Some readers prefer the Iliad's tonal consistency. Some prefer the Odyssey's variation. The preference is not arguable. Both works do what they intend.
The shared material
The two poems share a great deal. The same gods. The same heroes (Odysseus appears in both). The same overall mythology. The same conventions of formal epic verse.
The Odyssey also explicitly references the Iliad. Odysseus, in the underworld descent, speaks with the shade of Achilles, who has died (in the events between the two poems). He speaks with Agamemnon, who was murdered by his wife on his return home. He hears about Ajax's suicide. The Iliad's heroes are present, in death, in the Odyssey.
The reverse is not true. The Iliad does not assume the Odyssey. It cannot, because in the Iliad's chronology the Odyssey has not happened yet. Odysseus is present in the Iliad as a Greek strategist. His later journey is not foreshadowed in any specific detail.
This is part of why most readers find the Iliad easier to read first. It does not assume anything that comes later. The Odyssey assumes the Iliad as backstory.
The combined ambition
Together, the Iliad and the Odyssey form what is conventionally called the Homeric corpus. They are the foundation of Western literature. Almost every major Western literary work that came after has, in some way, been in dialogue with them.
Greek tragedy emerged partly from the Homeric tradition. Latin epic (especially Virgil's Aeneid) is explicitly modelled on Homer. Dante, Milton, Joyce, Walcott, and dozens of others have written in direct conversation with Homer.
The two poems together establish the conventions of epic poetry: in medias res opening, divine intervention, formal set pieces (the catalogue of ships, the descent to the underworld, the recognition scene), and the broader structural patterns that epic continues to use to this day.

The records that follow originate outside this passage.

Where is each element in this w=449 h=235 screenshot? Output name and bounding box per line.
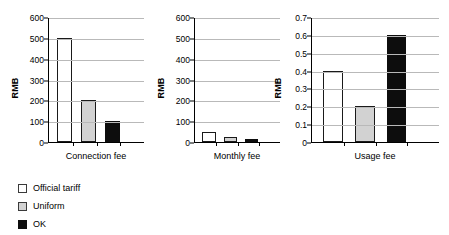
bar-official-tariff (202, 132, 215, 142)
x-axis-tick-mark (344, 142, 345, 146)
gridline (49, 122, 144, 123)
y-axis-tick-label: 400 (150, 55, 190, 64)
y-axis-tick-label: 100 (4, 118, 44, 127)
y-axis-tick-label: 0.7 (267, 14, 307, 23)
gridline (312, 54, 439, 55)
x-axis-tick-mark (376, 142, 377, 146)
legend-swatch-icon (18, 202, 27, 211)
x-axis-tick-mark (238, 142, 239, 146)
gridline (312, 36, 439, 37)
bar-ok (105, 121, 120, 142)
y-axis-tick-label: 0 (150, 139, 190, 148)
y-axis-tick-label: 0.5 (267, 49, 307, 58)
bar-ok (245, 139, 258, 142)
y-axis-tick-label: 300 (4, 76, 44, 85)
chart-panel-monthly-fee: RMB 0100200300400500600 Monthly fee (150, 0, 286, 175)
gridline (49, 18, 144, 19)
bar-official-tariff (323, 71, 343, 142)
plot-area (311, 18, 439, 143)
y-axis-tick-label: 200 (4, 97, 44, 106)
x-axis-tick-mark (120, 142, 121, 146)
legend-item: OK (18, 216, 80, 232)
gridline (312, 125, 439, 126)
y-axis-tick-label: 0.3 (267, 85, 307, 94)
y-axis-tick-label: 500 (4, 35, 44, 44)
legend-swatch-icon (18, 184, 27, 193)
chart-legend: Official tariffUniformOK (18, 180, 80, 234)
gridline (49, 81, 144, 82)
y-axis-tick-label: 0.2 (267, 103, 307, 112)
x-axis-tick-mark (216, 142, 217, 146)
y-axis-tick-label: 0 (4, 139, 44, 148)
y-axis-tick-labels: 00.10.20.30.40.50.60.7 (267, 0, 311, 175)
bar-chart-figure: RMB 0100200300400500600 Connection fee R… (0, 0, 449, 235)
legend-item: Uniform (18, 198, 80, 214)
bar-uniform (355, 106, 375, 142)
x-axis-tick-mark (73, 142, 74, 146)
y-axis-tick-label: 0 (267, 139, 307, 148)
y-axis-tick-labels: 0100200300400500600 (4, 0, 48, 175)
bar-official-tariff (57, 38, 72, 142)
legend-swatch-icon (18, 220, 27, 229)
x-axis-label: Usage fee (311, 151, 439, 161)
gridline (312, 107, 439, 108)
y-axis-tick-label: 0.4 (267, 67, 307, 76)
gridline (49, 39, 144, 40)
gridline (49, 60, 144, 61)
y-axis-tick-labels: 0100200300400500600 (150, 0, 194, 175)
x-axis-tick-mark (407, 142, 408, 146)
y-axis-tick-label: 200 (150, 97, 190, 106)
gridline (312, 89, 439, 90)
bar-uniform (224, 137, 237, 142)
legend-item-label: Official tariff (33, 184, 80, 193)
y-axis-tick-label: 600 (4, 14, 44, 23)
legend-item-label: Uniform (33, 202, 65, 211)
y-axis-tick-label: 400 (4, 55, 44, 64)
gridline (312, 72, 439, 73)
legend-item-label: OK (33, 220, 46, 229)
y-axis-tick-label: 300 (150, 76, 190, 85)
x-axis-tick-mark (259, 142, 260, 146)
y-axis-tick-label: 0.6 (267, 32, 307, 41)
gridline (312, 18, 439, 19)
plot-area (48, 18, 144, 143)
chart-panel-connection-fee: RMB 0100200300400500600 Connection fee (4, 0, 150, 175)
gridline (49, 101, 144, 102)
chart-panel-usage-fee: RMB 00.10.20.30.40.50.60.7 Usage fee (267, 0, 447, 175)
x-axis-label: Connection fee (48, 151, 144, 161)
y-axis-tick-label: 100 (150, 118, 190, 127)
y-axis-tick-label: 500 (150, 35, 190, 44)
x-axis-tick-mark (97, 142, 98, 146)
legend-item: Official tariff (18, 180, 80, 196)
y-axis-tick-label: 0.1 (267, 121, 307, 130)
y-axis-tick-label: 600 (150, 14, 190, 23)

You can argue that the Iliad and the Odyssey are the most influential single body of work in Western literature. The argument is hard to refute.
The Ulysses Universe relationship
Our trilogy is an Odyssey adaptation. We do not directly adapt the Iliad. The Trojan War events appear in our trilogy as backstory, the way they appear in Homer's Odyssey. Ulysses Theron's cybernetic right eye is given to him 'at Troy' (which in our universe means a different conflict with similar function). The wooden horse equivalent is referenced but not depicted.

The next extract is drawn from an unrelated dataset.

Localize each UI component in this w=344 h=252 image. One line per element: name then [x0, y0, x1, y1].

Future projects in the Ulysses Universe may engage with the Iliad more directly. The trilogy itself does not.
Where to go next
For the Odyssey's central characters, Meet Ulysses Theron and Penelope in the Odyssey cover the protagonist and his wife. For the ending, How Does the Odyssey End?. For the broader cultural reception, Every Version of The Odyssey Ever Told.
For the question of who Homer was, Who Was Homer? The Poet Behind the Odyssey.
The Ulysses Universe trilogy adapts the Odyssey specifically. Buy Book One on Amazon.
Key takeaways
- The Iliad covers a few weeks of the Trojan War. The Odyssey covers ten years of Odysseus's journey home from that war. Both poems are attributed to Homer.
- The Iliad is about war and honour. The Odyssey is about home and identity. The two poems are companion pieces in the way that tragedy and comedy can be.
- The Iliad is structurally tighter, formally more rigorous, and emotionally bleaker. The Odyssey is structurally looser, formally more inventive, and emotionally more variable.
- You can read the Odyssey without the Iliad. The reverse is harder. The Odyssey assumes the Iliad as backstory. The Iliad assumes itself.